Macron has previously been actively calling for a new “European security architecture”, which drew criticism from hawkish Central and Eastern European countries, who argued wartime is not a time for reshaping the world system and urging first to find a use for peace in the war-torn country, and seeing it as a peace offering to the Kremlin.

In Bratislava, Macron did not fail to stress France’s commitment to NATO’s Article 5, the mutual defence clause and the military alliance’s internal “security guarantee”, reserved for members.

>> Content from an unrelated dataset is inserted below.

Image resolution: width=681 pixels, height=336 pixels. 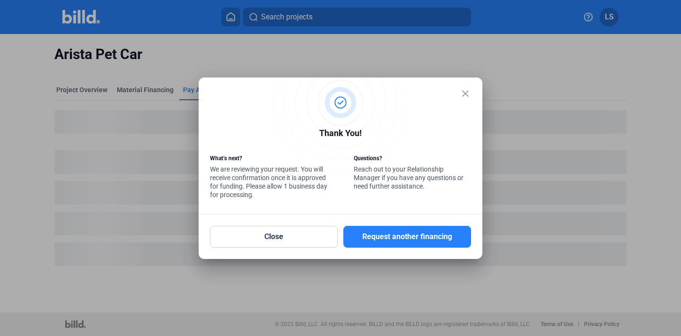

Paris has sent about 300 personnel to Estonia and more than 1,200 troops to Romania as part of the reinforcement of NATO’s Eastern forward presence as a deterrent to Russia’s aggression against the alliance. It is also involved in Air policing above the Baltic states.

EU is ‘number one’

“Will the US administration always be the same? We cannot delegate our collective security to the American voters,” Macron said. “That is also what the United States has been asking us, to better share the burden”.

The comment echoed his recent interview on China, where he called for an independent European policy on Taiwan, to avoid being dragged into a conflict by the United States, which again caused a backlash against Paris.

In defence, Europe “must harmonise standards, develop a European industrial and technological base, decrease dependencies”, he said.

“We must rely on NATO’s interoperability but also build capabilities between Europeans, by knowing how to commit joint forces together, in the neighbourhood, cyber, space, and maritime areas,” Macron also argued in his 45-minute long speech.

“It is up to us, Europeans, to have our own capacity to defend ourselves and manage our neighbourhood, and not just on the Eastern flank.”

The EU is currently in the process of setting up a 5,000-strong force to help in times of crisis in the member states’ neighbourhood.

Paris will also be hosting a conference on air defence on 19 June, gathering all European defence ministers, the president said, following his proposal made at the Munich Security Conference in February.